Reports claiming that inclusionary zoning will provide more affordable housing in California are seriously misleading. Inclusionary zoning seeks to make housing affordable by placing price controls on a percentage of new homes. Despite their popularity, affordable housing mandates produce few affordable units, they restrict the supply of new homes, and they actually make housing less affordable.

Advocates of inclusionary zoning often measure “success” by the number of jurisdictions that have an ordinance. The number of California cities with affordable housing mandates expanded from none in 1972 to 116 today. But to measure success we must look at whether housing is more affordable, not simply whether ordinances are adopted.

Under most inclusionary ordinances, builders must sell 10 to 25 percent of the homes to very low, low, or moderate income households. The most obvious result is revenue from building goes down. We conducted a study and found that in the median city in the San Francisco Bay Area, builders must forgo $345,000 in revenue for each below-market unit. In one quarter of jurisdictions builders must forego more than $500,000 in revenue for each below market rate unit. Governments do not pay for the cost of producing the price-controlled units, so inclusionary zoning works like a tax on builders. The size of the inclusionary tax is quite substantial.

Unfortunately builders do not just passively accept lower profits. They build fewer homes and raise prices on remaining market-rate homes. The cost of the affordable units is spread among the remaining market-rate units. That makes all other homes less affordable. In the median Bay Area city, inclusionary zoning imposes an effective tax on each market-rate home of $44,000. In cities such as Cupertino, Los Altos, Palo Alto, Portola Valley, and Tiburon, we estimate that inclusionary zoning adds more than $100,000 to the price of each new home.

Inclusionary zoning also causes fewer new homes to be built. In the 45 Bay Area jurisdictions that passed inclusionary zoning between 1973 and 2001, the year following the adoption of inclusionary zoning new construction decreased an average of 31 percent. Over longer periods the results are similar. For the 33 cities with data available, in the 7 years after the adoption of inclusionary zoning, 10,662 fewer homes were produced than in the 7 years prior to the adoption of ordinances.

Inclusionary zoning also fails to produce significant numbers of affordable units. In the entire Bay Area over 30 years, inclusionary zoning has led to only 6,836 below market units. The decrease in housing production due to inclusionary zoning far outweighs the “increase” in price controlled homes. The average city has produced fewer than 15 affordable units per year since passing an inclusionary ordinance. Comparing inclusionary zoning’s output to the Association of Bay Area Governments’ projected affordable housing need, makes the failure of inclusionary zoning unambiguous. If inclusionary zoning continues at its current pace, it will take 100 years for inclusionary zoning to meet the region’s current five-year housing need.

The intent of inclusionary zoning is to make housing more affordable. Inclusionary zoning produces the opposite effect. Fewer homes are built and prices are higher for the vast majority of homebuyers.

Inclusionary zoning remains popular as a window dressing that makes cities appear to favor affordable housing. But for those advocates who really care about helping low income families, the lesson from the Bay Area is clear. Price controls are perhaps the worst way of encouraging more affordable housing.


DIRECTIONS FOR THIS TASK
Each line below must be transcribed with no word changed.

RECORDED INFORMATION
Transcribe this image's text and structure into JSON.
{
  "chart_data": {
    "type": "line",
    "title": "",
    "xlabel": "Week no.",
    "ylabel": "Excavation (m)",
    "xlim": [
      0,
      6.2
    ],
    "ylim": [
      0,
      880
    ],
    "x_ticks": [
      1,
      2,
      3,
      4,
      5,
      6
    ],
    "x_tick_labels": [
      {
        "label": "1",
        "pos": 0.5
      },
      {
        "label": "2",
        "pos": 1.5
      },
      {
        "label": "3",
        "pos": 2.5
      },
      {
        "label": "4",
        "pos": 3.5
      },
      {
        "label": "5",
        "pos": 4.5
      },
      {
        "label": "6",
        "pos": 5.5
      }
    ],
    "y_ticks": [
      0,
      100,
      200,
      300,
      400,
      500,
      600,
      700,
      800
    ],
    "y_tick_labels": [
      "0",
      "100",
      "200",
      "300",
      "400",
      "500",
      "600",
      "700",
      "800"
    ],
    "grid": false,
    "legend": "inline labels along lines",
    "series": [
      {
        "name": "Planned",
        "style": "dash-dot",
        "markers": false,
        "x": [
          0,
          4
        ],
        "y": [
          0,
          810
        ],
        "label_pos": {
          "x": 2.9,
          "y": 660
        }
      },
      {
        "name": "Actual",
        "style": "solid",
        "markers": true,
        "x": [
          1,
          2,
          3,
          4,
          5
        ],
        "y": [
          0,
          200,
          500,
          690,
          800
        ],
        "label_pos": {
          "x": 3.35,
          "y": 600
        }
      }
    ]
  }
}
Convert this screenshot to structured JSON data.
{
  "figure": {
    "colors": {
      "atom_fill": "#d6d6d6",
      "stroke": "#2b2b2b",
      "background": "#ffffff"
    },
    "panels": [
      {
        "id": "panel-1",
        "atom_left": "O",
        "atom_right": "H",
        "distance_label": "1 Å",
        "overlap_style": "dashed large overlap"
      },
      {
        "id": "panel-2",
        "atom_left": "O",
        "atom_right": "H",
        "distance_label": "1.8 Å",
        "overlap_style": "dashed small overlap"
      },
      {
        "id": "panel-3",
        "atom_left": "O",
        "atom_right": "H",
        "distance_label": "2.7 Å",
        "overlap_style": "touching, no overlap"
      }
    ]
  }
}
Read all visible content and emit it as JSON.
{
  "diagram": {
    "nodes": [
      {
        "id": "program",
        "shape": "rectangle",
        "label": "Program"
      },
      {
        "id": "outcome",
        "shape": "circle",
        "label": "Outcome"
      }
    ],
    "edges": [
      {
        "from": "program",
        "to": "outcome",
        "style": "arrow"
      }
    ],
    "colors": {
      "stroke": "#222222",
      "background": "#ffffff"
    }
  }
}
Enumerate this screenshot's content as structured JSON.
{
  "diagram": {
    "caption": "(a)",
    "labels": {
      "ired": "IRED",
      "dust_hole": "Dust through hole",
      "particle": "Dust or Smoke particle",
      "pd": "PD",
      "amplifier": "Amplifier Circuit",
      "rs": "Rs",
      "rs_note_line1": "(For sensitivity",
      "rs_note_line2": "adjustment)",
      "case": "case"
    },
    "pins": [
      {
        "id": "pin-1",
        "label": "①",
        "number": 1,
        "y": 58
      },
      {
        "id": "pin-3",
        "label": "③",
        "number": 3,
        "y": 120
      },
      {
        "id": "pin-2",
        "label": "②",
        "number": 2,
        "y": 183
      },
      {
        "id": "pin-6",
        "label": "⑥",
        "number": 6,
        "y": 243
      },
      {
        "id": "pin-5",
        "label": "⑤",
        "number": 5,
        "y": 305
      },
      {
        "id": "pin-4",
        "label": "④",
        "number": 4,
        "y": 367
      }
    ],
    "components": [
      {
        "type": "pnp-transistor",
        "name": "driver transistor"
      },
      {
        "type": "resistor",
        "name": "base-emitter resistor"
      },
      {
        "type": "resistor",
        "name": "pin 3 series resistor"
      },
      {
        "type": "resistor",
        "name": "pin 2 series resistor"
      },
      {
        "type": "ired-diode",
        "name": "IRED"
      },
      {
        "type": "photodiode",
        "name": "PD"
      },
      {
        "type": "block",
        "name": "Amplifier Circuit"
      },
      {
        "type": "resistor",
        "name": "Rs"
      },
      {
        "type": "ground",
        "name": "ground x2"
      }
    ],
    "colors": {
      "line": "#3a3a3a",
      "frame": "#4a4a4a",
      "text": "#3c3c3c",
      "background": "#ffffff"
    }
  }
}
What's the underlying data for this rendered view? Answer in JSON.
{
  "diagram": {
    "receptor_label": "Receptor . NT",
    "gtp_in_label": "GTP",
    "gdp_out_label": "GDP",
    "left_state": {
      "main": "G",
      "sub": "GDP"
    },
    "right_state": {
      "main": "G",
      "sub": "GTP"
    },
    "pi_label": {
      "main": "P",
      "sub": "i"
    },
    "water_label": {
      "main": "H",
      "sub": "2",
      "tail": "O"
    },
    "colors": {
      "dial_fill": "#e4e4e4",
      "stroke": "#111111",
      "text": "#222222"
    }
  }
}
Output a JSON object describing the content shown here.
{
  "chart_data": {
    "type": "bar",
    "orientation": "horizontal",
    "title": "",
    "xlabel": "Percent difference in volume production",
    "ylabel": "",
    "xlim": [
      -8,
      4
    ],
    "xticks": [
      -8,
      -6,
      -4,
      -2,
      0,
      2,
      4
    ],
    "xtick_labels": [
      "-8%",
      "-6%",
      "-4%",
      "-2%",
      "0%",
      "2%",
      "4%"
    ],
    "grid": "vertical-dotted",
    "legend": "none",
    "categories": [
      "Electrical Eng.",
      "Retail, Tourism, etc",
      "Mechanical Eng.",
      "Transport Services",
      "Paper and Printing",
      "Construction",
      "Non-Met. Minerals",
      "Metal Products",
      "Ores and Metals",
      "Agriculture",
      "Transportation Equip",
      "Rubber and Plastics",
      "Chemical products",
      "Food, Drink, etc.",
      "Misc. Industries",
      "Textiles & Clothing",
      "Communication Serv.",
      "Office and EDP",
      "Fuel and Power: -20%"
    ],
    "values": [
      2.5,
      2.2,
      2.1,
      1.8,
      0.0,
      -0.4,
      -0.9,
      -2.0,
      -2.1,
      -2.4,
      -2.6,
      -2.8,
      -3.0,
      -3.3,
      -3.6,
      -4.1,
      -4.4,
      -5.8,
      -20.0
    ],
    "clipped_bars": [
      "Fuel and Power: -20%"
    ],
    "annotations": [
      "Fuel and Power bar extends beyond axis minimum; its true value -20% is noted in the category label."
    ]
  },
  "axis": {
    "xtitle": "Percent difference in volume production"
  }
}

RESPONSE TO THE TASK
Transcribe this image's text and structure into JSON.
{
  "chart_data": {
    "type": "line",
    "title": "",
    "xlabel": "Week no.",
    "ylabel": "Excavation (m)",
    "xlim": [
      0,
      6.2
    ],
    "ylim": [
      0,
      880
    ],
    "x_ticks": [
      1,
      2,
      3,
      4,
      5,
      6
    ],
    "x_tick_labels": [
      {
        "label": "1",
        "pos": 0.5
      },
      {
        "label": "2",
        "pos": 1.5
      },
      {
        "label": "3",
        "pos": 2.5
      },
      {
        "label": "4",
        "pos": 3.5
      },
      {
        "label": "5",
        "pos": 4.5
      },
      {
        "label": "6",
        "pos": 5.5
      }
    ],
    "y_ticks": [
      0,
      100,
      200,
      300,
      400,
      500,
      600,
      700,
      800
    ],
    "y_tick_labels": [
      "0",
      "100",
      "200",
      "300",
      "400",
      "500",
      "600",
      "700",
      "800"
    ],
    "grid": false,
    "legend": "inline labels along lines",
    "series": [
      {
        "name": "Planned",
        "style": "dash-dot",
        "markers": false,
        "x": [
          0,
          4
        ],
        "y": [
          0,
          810
        ],
        "label_pos": {
          "x": 2.9,
          "y": 660
        }
      },
      {
        "name": "Actual",
        "style": "solid",
        "markers": true,
        "x": [
          1,
          2,
          3,
          4,
          5
        ],
        "y": [
          0,
          200,
          500,
          690,
          800
        ],
        "label_pos": {
          "x": 3.35,
          "y": 600
        }
      }
    ]
  }
}
Convert this screenshot to structured JSON data.
{
  "figure": {
    "colors": {
      "atom_fill": "#d6d6d6",
      "stroke": "#2b2b2b",
      "background": "#ffffff"
    },
    "panels": [
      {
        "id": "panel-1",
        "atom_left": "O",
        "atom_right": "H",
        "distance_label": "1 Å",
        "overlap_style": "dashed large overlap"
      },
      {
        "id": "panel-2",
        "atom_left": "O",
        "atom_right": "H",
        "distance_label": "1.8 Å",
        "overlap_style": "dashed small overlap"
      },
      {
        "id": "panel-3",
        "atom_left": "O",
        "atom_right": "H",
        "distance_label": "2.7 Å",
        "overlap_style": "touching, no overlap"
      }
    ]
  }
}
Read all visible content and emit it as JSON.
{
  "diagram": {
    "nodes": [
      {
        "id": "program",
        "shape": "rectangle",
        "label": "Program"
      },
      {
        "id": "outcome",
        "shape": "circle",
        "label": "Outcome"
      }
    ],
    "edges": [
      {
        "from": "program",
        "to": "outcome",
        "style": "arrow"
      }
    ],
    "colors": {
      "stroke": "#222222",
      "background": "#ffffff"
    }
  }
}
Enumerate this screenshot's content as structured JSON.
{
  "diagram": {
    "caption": "(a)",
    "labels": {
      "ired": "IRED",
      "dust_hole": "Dust through hole",
      "particle": "Dust or Smoke particle",
      "pd": "PD",
      "amplifier": "Amplifier Circuit",
      "rs": "Rs",
      "rs_note_line1": "(For sensitivity",
      "rs_note_line2": "adjustment)",
      "case": "case"
    },
    "pins": [
      {
        "id": "pin-1",
        "label": "①",
        "number": 1,
        "y": 58
      },
      {
        "id": "pin-3",
        "label": "③",
        "number": 3,
        "y": 120
      },
      {
        "id": "pin-2",
        "label": "②",
        "number": 2,
        "y": 183
      },
      {
        "id": "pin-6",
        "label": "⑥",
        "number": 6,
        "y": 243
      },
      {
        "id": "pin-5",
        "label": "⑤",
        "number": 5,
        "y": 305
      },
      {
        "id": "pin-4",
        "label": "④",
        "number": 4,
        "y": 367
      }
    ],
    "components": [
      {
        "type": "pnp-transistor",
        "name": "driver transistor"
      },
      {
        "type": "resistor",
        "name": "base-emitter resistor"
      },
      {
        "type": "resistor",
        "name": "pin 3 series resistor"
      },
      {
        "type": "resistor",
        "name": "pin 2 series resistor"
      },
      {
        "type": "ired-diode",
        "name": "IRED"
      },
      {
        "type": "photodiode",
        "name": "PD"
      },
      {
        "type": "block",
        "name": "Amplifier Circuit"
      },
      {
        "type": "resistor",
        "name": "Rs"
      },
      {
        "type": "ground",
        "name": "ground x2"
      }
    ],
    "colors": {
      "line": "#3a3a3a",
      "frame": "#4a4a4a",
      "text": "#3c3c3c",
      "background": "#ffffff"
    }
  }
}
What's the underlying data for this rendered view? Answer in JSON.
{
  "diagram": {
    "receptor_label": "Receptor . NT",
    "gtp_in_label": "GTP",
    "gdp_out_label": "GDP",
    "left_state": {
      "main": "G",
      "sub": "GDP"
    },
    "right_state": {
      "main": "G",
      "sub": "GTP"
    },
    "pi_label": {
      "main": "P",
      "sub": "i"
    },
    "water_label": {
      "main": "H",
      "sub": "2",
      "tail": "O"
    },
    "colors": {
      "dial_fill": "#e4e4e4",
      "stroke": "#111111",
      "text": "#222222"
    }
  }
}
Output a JSON object describing the content shown here.
{
  "chart_data": {
    "type": "bar",
    "orientation": "horizontal",
    "title": "",
    "xlabel": "Percent difference in volume production",
    "ylabel": "",
    "xlim": [
      -8,
      4
    ],
    "xticks": [
      -8,
      -6,
      -4,
      -2,
      0,
      2,
      4
    ],
    "xtick_labels": [
      "-8%",
      "-6%",
      "-4%",
      "-2%",
      "0%",
      "2%",
      "4%"
    ],
    "grid": "vertical-dotted",
    "legend": "none",
    "categories": [
      "Electrical Eng.",
      "Retail, Tourism, etc",
      "Mechanical Eng.",
      "Transport Services",
      "Paper and Printing",
      "Construction",
      "Non-Met. Minerals",
      "Metal Products",
      "Ores and Metals",
      "Agriculture",
      "Transportation Equip",
      "Rubber and Plastics",
      "Chemical products",
      "Food, Drink, etc.",
      "Misc. Industries",
      "Textiles & Clothing",
      "Communication Serv.",
      "Office and EDP",
      "Fuel and Power: -20%"
    ],
    "values": [
      2.5,
      2.2,
      2.1,
      1.8,
      0.0,
      -0.4,
      -0.9,
      -2.0,
      -2.1,
      -2.4,
      -2.6,
      -2.8,
      -3.0,
      -3.3,
      -3.6,
      -4.1,
      -4.4,
      -5.8,
      -20.0
    ],
    "clipped_bars": [
      "Fuel and Power: -20%"
    ],
    "annotations": [
      "Fuel and Power bar extends beyond axis minimum; its true value -20% is noted in the category label."
    ]
  },
  "axis": {
    "xtitle": "Percent difference in volume production"
  }
}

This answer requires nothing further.